> _TASK BRIEF_:
In the listing below, a line holding "You are a GUI" and a line holding "The height and width of the screenshot is (588, 1046)." mark the range. Retype both exactly, with all lines between them.

> _GIVEN RECORDS_:
Start of Block

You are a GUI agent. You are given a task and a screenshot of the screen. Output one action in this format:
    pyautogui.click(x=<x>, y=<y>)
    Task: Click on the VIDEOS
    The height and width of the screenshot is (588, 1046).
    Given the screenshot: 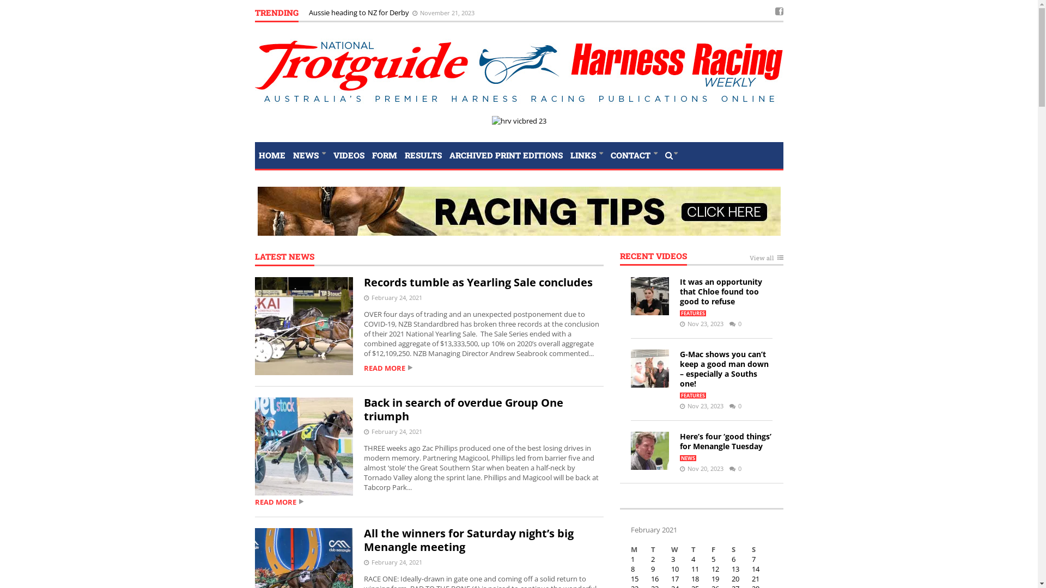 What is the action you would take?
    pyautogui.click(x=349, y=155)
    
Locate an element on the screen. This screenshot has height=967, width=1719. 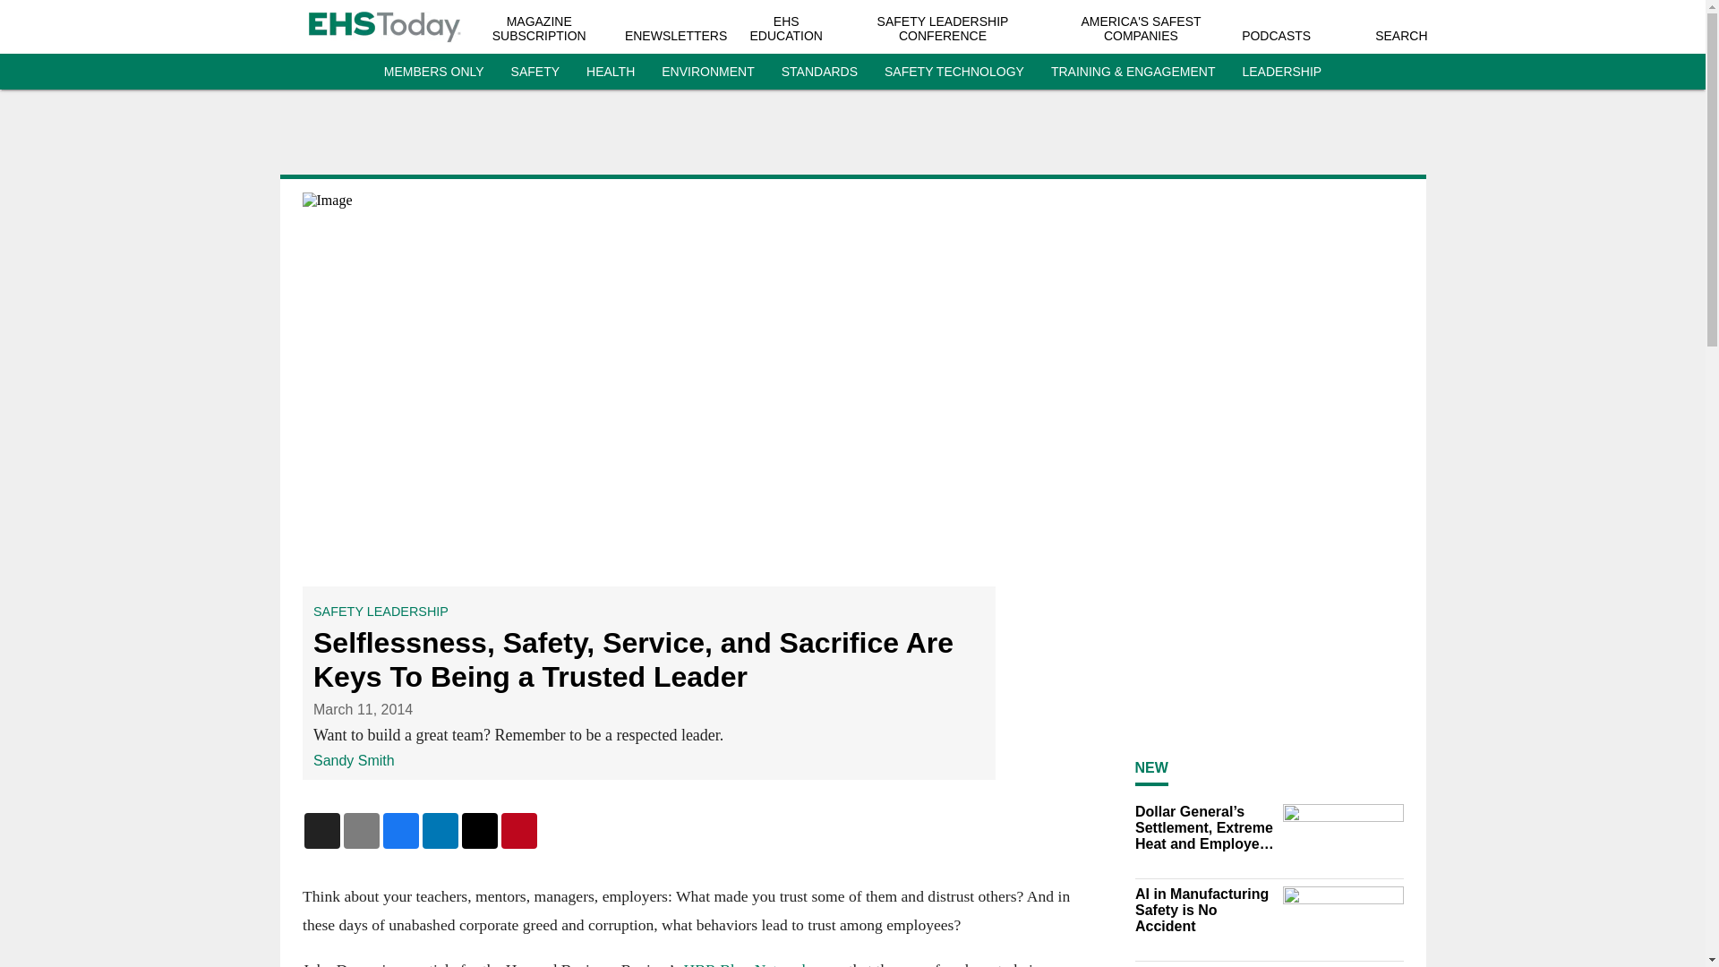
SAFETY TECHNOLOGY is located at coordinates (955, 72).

End of Block
Start of Block

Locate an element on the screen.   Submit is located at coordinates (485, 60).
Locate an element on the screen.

End of Block
Start of Block

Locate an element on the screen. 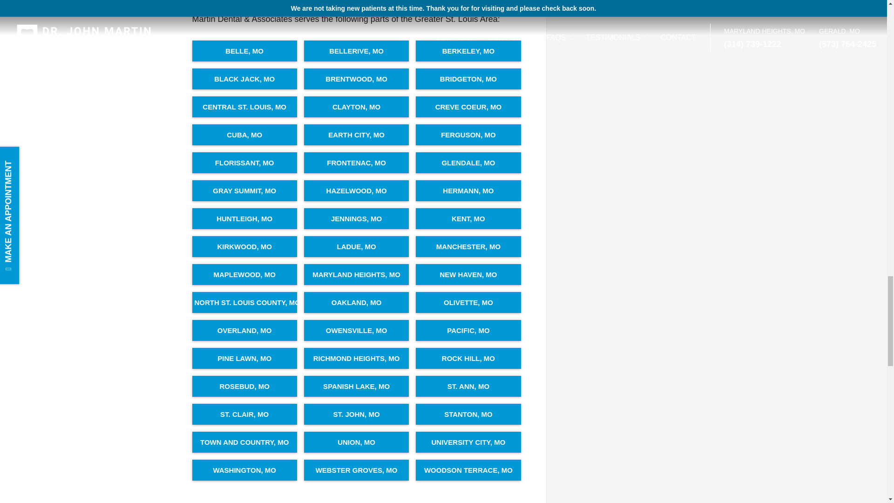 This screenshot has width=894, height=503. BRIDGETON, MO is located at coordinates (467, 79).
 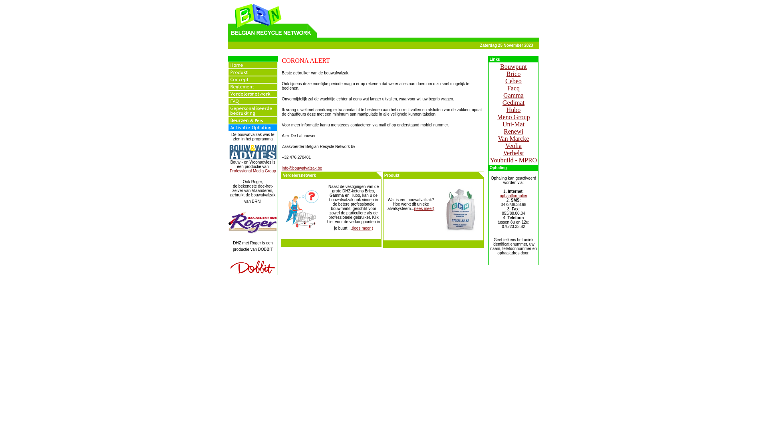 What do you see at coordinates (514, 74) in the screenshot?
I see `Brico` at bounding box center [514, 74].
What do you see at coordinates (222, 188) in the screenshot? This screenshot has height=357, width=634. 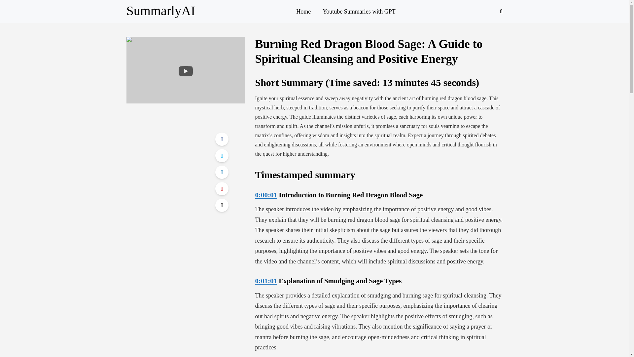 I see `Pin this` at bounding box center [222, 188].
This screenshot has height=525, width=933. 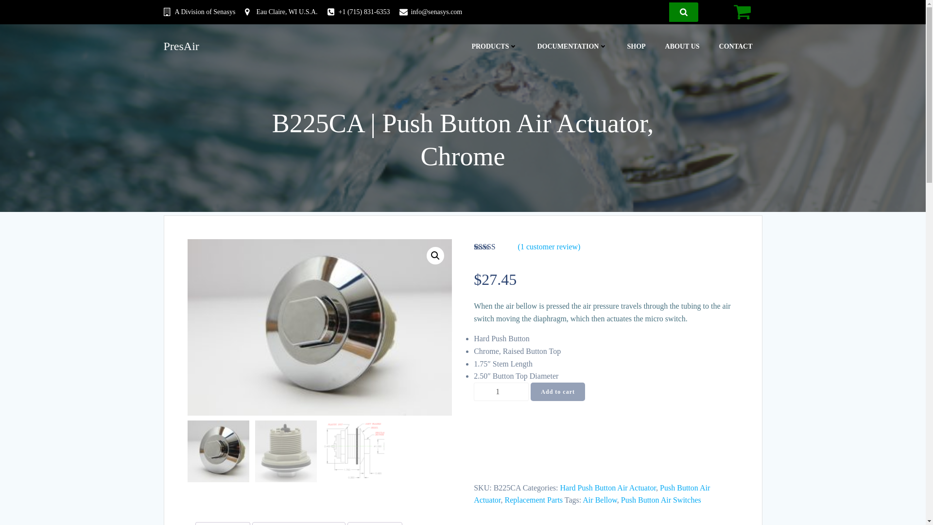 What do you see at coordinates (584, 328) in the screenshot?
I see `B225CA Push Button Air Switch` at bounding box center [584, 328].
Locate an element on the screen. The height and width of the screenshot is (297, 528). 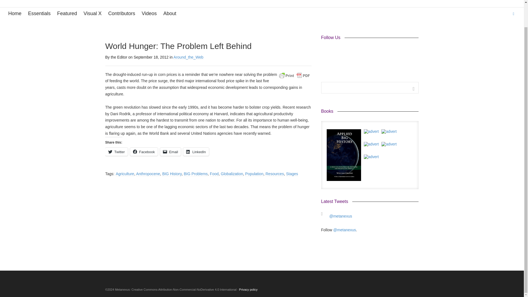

End of Block

> _OUTPUT FOR THIS EXERCISE_:
You are a GUI agent. You are given a task and a screenshot of the screen. Output one action in this format:
    pyautogui.click(x=<x>, y=<y>)
    Task: Click on the VIDEOS
    The height and width of the screenshot is (588, 1046).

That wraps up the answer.